Born in London, son of Captain John "Mad Jack" Byron and the 

Scottish heiress, Catherine Gordon of Gight, Byron came into the 

title when he was ten (1798). His childhood was blighted by his lame 

foot and his mother's taunting him about it.


He was educated at Aberdeen (1794-1798), Harrow (1801-1805) and, as a 

rather dissolute member of "the fancy", at Trinity College, Cambridge - 

where his poetic career began with Hours of Idleness (1807), which

was savaged by The Edinburgh Review. Byron retaliated in English Bards 

and Scotch Reviewers (1809).


His European superstar fame and status - leading to the enduring iconic

concept and image of the Byronic Hero - began with the publication of

Childe Harold's Pilgrimage in 1812. His fame, good looks, mysterious

limp and title ensured his being lionised by London society: his

numerous love affairs and exotic lifestyle added spice; and the popular

insistence that Byron was the hero of his literary productions, plus

the nature of these productions themselves, fired the public imagination.

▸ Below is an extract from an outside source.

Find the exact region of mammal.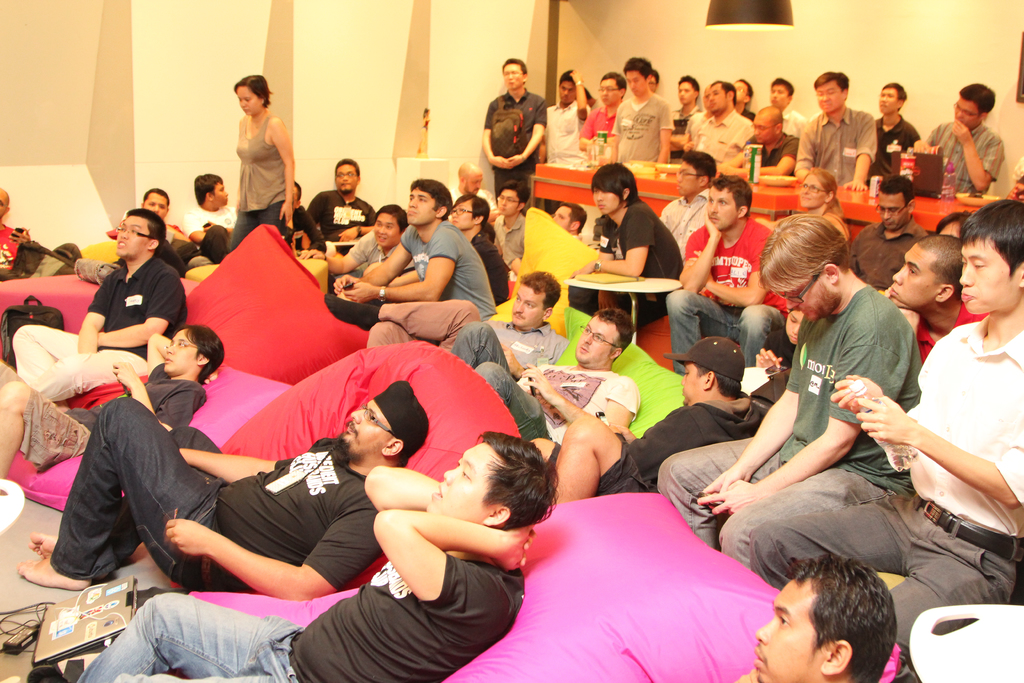
Exact region: (left=919, top=78, right=1005, bottom=195).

Social ostracism in England and the romantic manner of his death

merely fuelled things further.


In 1816 he left England and settled in Italy, leaving behind broken

hearts and a scandal concerning an illicit relationship with his

half sister, Augusta Leigh. He left Italy in 1822 to join the Greeks

rebelling against Turkish rule (being elected a member of the Greek

revolutionary committee in 1823), and in 1824 he died of a fever at

Missolonghi, a hero to the Greek nation.


On moral grounds, his body was refused burial in Westminster Abbey -

and so is in the family vault in Nottinghamshire.


PRINCIPAL WORKS


Hours of Idleness  1807

Childe Harold's Pilgrimage  (Cantos I and II)  1812

The Giaour  1813

The Bride of Abydos  1813

The Corsair  1814    (10,000 copies sold on first day of publication)

Lara  1814

Hebrew Melodies  1815

Prisoner of Chillon and Other Poems  1816

The Siege of Corinth  1816

Parisina  1816

Manfred  1817

The Lament of Tasso  1817

Beppo  1818

Childe Harold's Pilgrimage  (Cantos III and IV)  1818

Don Juan  1819-1824

Marino Faliero  1820

The Prophecy of Dante  1821

Sardanapalus  1821

The Two Froscari  1821

Cain  1821

Vision of Judgment 1822

The Deformed Transformed  1824


THE POEMS


SHE WALKS IN BEAUTY


Published in Hebrew Melodies (1815).



SO WE'LL GO NO MORE A ROVING


Published in Life, Letters and Journals (ed Thomas Moore) in 1830.